In a rising sea of slop, high-craft campaigns are a powerful signal of a brand’s faith in human judgment. They telegraph a commitment to participating in culture and shaping it for the better. Investing a bit of time and effort (and yes, money) in communication shows that a brand fundamentally respects its customers. This manifests as a confident swagger – aura farming, as the kids might say.
Unlike disposable energy-intensive content, this work endures. It leaves a lasting impression that transcends a single campaign and compounds over time. It’s the kind of work that made us want to get into this industry in the first place, the stuff we point to and wryly ask, “could AI have done that?”
For our clients, bifurcation clarifies what they are actually buying. AI can deliver expedience on a budget. Great. Mind-made delivers cultural relevance and long-term growth. Even better. Premium pricing reflects genuine value as campaigns freed from having to do too many different things all at once become more effective.
The Swiss watch industry learned that conceding the mass market did not mean extinction. They took the high ground, not out of principle but because everywhere else had flooded. And the view from up there turned out to be really rather good. Advertising now faces the same choice.
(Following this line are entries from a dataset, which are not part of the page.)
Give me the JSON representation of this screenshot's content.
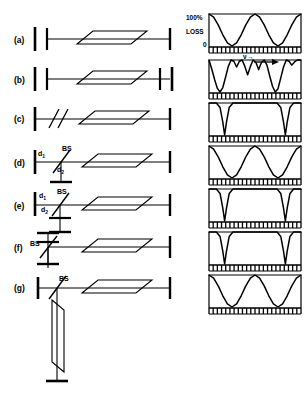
{
  "figure": {
    "ink_color": "#000000",
    "background": "#ffffff"
  },
  "axis": {
    "top_label": "100%",
    "mid_label": "LOSS",
    "zero_label": "0",
    "frequency_label": "ν",
    "frequency_arrow": "→",
    "ylim": [
      0,
      100
    ],
    "grid": false,
    "tick_count": 22
  },
  "rows": [
    {
      "id": "a",
      "label": "(a)",
      "annotations": [],
      "chart_data": {
        "type": "line",
        "title": "",
        "xlabel": "ν",
        "ylabel": "LOSS",
        "ylim": [
          0,
          100
        ],
        "tick_labels": [
          "0",
          "LOSS",
          "100%"
        ],
        "curve": "broad cosine, two full periods, full modulation depth",
        "period": 0.5,
        "depth": 100,
        "shape": "cosine",
        "x": [
          0.0,
          0.05,
          0.1,
          0.15,
          0.2,
          0.25,
          0.3,
          0.35,
          0.4,
          0.45,
          0.5,
          0.55,
          0.6,
          0.65,
          0.7,
          0.75,
          0.8,
          0.85,
          0.9,
          0.95,
          1.0
        ],
        "values": [
          100,
          90,
          66,
          35,
          10,
          0,
          10,
          35,
          66,
          90,
          100,
          90,
          66,
          35,
          10,
          0,
          10,
          35,
          66,
          90,
          100
        ]
      }
    },
    {
      "id": "b",
      "label": "(b)",
      "annotations": [],
      "chart_data": {
        "type": "line",
        "title": "",
        "xlabel": "ν",
        "ylabel": "LOSS",
        "ylim": [
          0,
          100
        ],
        "curve": "two-element interference: deep broad minima with secondary ripple maxima between",
        "shape": "composite",
        "x": [
          0.0,
          0.03,
          0.06,
          0.09,
          0.12,
          0.15,
          0.18,
          0.21,
          0.24,
          0.27,
          0.3,
          0.33,
          0.36,
          0.39,
          0.42,
          0.45,
          0.48,
          0.51,
          0.54,
          0.57,
          0.6,
          0.63,
          0.66,
          0.69,
          0.72,
          0.75,
          0.78,
          0.81,
          0.84,
          0.87,
          0.9,
          0.93,
          0.96,
          1.0
        ],
        "values": [
          100,
          72,
          40,
          12,
          0,
          14,
          46,
          80,
          100,
          96,
          78,
          96,
          100,
          80,
          54,
          80,
          100,
          92,
          70,
          92,
          100,
          84,
          50,
          18,
          0,
          10,
          44,
          78,
          100,
          96,
          84,
          94,
          100,
          100
        ]
      }
    },
    {
      "id": "c",
      "label": "(c)",
      "annotations": [],
      "chart_data": {
        "type": "line",
        "title": "",
        "xlabel": "ν",
        "ylabel": "LOSS",
        "ylim": [
          0,
          100
        ],
        "curve": "flat near 100% with two narrow sharp dips to 0",
        "shape": "narrow-dips",
        "dip_positions": [
          0.17,
          0.83
        ],
        "dip_width": 0.07,
        "x": [
          0.0,
          0.08,
          0.12,
          0.15,
          0.17,
          0.19,
          0.22,
          0.26,
          0.4,
          0.6,
          0.74,
          0.78,
          0.81,
          0.83,
          0.85,
          0.88,
          0.92,
          1.0
        ],
        "values": [
          100,
          100,
          86,
          40,
          0,
          40,
          86,
          100,
          100,
          100,
          100,
          86,
          40,
          0,
          40,
          86,
          100,
          100
        ]
      }
    },
    {
      "id": "d",
      "label": "(d)",
      "annotations": [
        {
          "text": "BS",
          "name": "beamsplitter-label"
        },
        {
          "text": "d",
          "sub": "1",
          "name": "arm-d1-label"
        },
        {
          "text": "d",
          "sub": "2",
          "name": "arm-d2-label"
        }
      ],
      "chart_data": {
        "type": "line",
        "title": "",
        "xlabel": "ν",
        "ylabel": "LOSS",
        "ylim": [
          0,
          100
        ],
        "curve": "smooth cosine, two full periods, full modulation depth",
        "period": 0.5,
        "depth": 100,
        "shape": "cosine",
        "x": [
          0.0,
          0.05,
          0.1,
          0.15,
          0.2,
          0.25,
          0.3,
          0.35,
          0.4,
          0.45,
          0.5,
          0.55,
          0.6,
          0.65,
          0.7,
          0.75,
          0.8,
          0.85,
          0.9,
          0.95,
          1.0
        ],
        "values": [
          100,
          90,
          66,
          35,
          10,
          0,
          10,
          35,
          66,
          90,
          100,
          90,
          66,
          35,
          10,
          0,
          10,
          35,
          66,
          90,
          100
        ]
      }
    },
    {
      "id": "e",
      "label": "(e)",
      "annotations": [
        {
          "text": "BS",
          "name": "beamsplitter-label"
        },
        {
          "text": "d",
          "sub": "1",
          "name": "arm-d1-label"
        },
        {
          "text": "d",
          "sub": "2",
          "name": "arm-d2-label"
        }
      ],
      "chart_data": {
        "type": "line",
        "title": "",
        "xlabel": "ν",
        "ylabel": "LOSS",
        "ylim": [
          0,
          100
        ],
        "curve": "flat near 100% with two narrow sharp dips to 0",
        "shape": "narrow-dips",
        "dip_positions": [
          0.17,
          0.83
        ],
        "dip_width": 0.07,
        "x": [
          0.0,
          0.08,
          0.12,
          0.15,
          0.17,
          0.19,
          0.22,
          0.26,
          0.4,
          0.6,
          0.74,
          0.78,
          0.81,
          0.83,
          0.85,
          0.88,
          0.92,
          1.0
        ],
        "values": [
          100,
          100,
          86,
          40,
          0,
          40,
          86,
          100,
          100,
          100,
          100,
          86,
          40,
          0,
          40,
          86,
          100,
          100
        ]
      }
    },
    {
      "id": "f",
      "label": "(f)",
      "annotations": [
        {
          "text": "BS",
          "name": "beamsplitter-label"
        }
      ],
      "chart_data": {
        "type": "line",
        "title": "",
        "xlabel": "ν",
        "ylabel": "LOSS",
        "ylim": [
          0,
          100
        ],
        "curve": "flat near 100% with two narrow sharp dips to 0",
        "shape": "narrow-dips",
        "dip_positions": [
          0.17,
          0.83
        ],
        "dip_width": 0.07,
        "x": [
          0.0,
          0.08,
          0.12,
          0.15,
          0.17,
          0.19,
          0.22,
          0.26,
          0.4,
          0.6,
          0.74,
          0.78,
          0.81,
          0.83,
          0.85,
          0.88,
          0.92,
          1.0
        ],
        "values": [
          100,
          100,
          86,
          40,
          0,
          40,
          86,
          100,
          100,
          100,
          100,
          86,
          40,
          0,
          40,
          86,
          100,
          100
        ]
      }
    },
    {
      "id": "g",
      "label": "(g)",
      "annotations": [
        {
          "text": "BS",
          "name": "beamsplitter-label"
        }
      ],
      "chart_data": {
        "type": "line",
        "title": "",
        "xlabel": "ν",
        "ylabel": "LOSS",
        "ylim": [
          0,
          100
        ],
        "curve": "smooth cosine, two full periods, full modulation depth",
        "period": 0.5,
        "depth": 100,
        "shape": "cosine",
        "x": [
          0.0,
          0.05,
          0.1,
          0.15,
          0.2,
          0.25,
          0.3,
          0.35,
          0.4,
          0.45,
          0.5,
          0.55,
          0.6,
          0.65,
          0.7,
          0.75,
          0.8,
          0.85,
          0.9,
          0.95,
          1.0
        ],
        "values": [
          100,
          90,
          66,
          35,
          10,
          0,
          10,
          35,
          66,
          90,
          100,
          90,
          66,
          35,
          10,
          0,
          10,
          35,
          66,
          90,
          100
        ]
      }
    }
  ]
}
We can continue selling mechanical watches for quartz prices, or we can get clear on what we are truly selling: big ideas that make good money.
Only time will tell whether this prediction ages like a pint of half-and-half or a bottle of ‘82 Latour. Go easy on me in five years’ time if it’s the former because I won’t have a job (not in advertising, at least).
A special thanks must go to Joe Thompson, the author of HODINKEE’s excellent ‘Four Revolutions’ series which offers the most engaging and accessible account of the Quartz Crisis that I’ve come across. If you’re a watch nerd like me and interested in going deeper into the history, it’s well worth your time.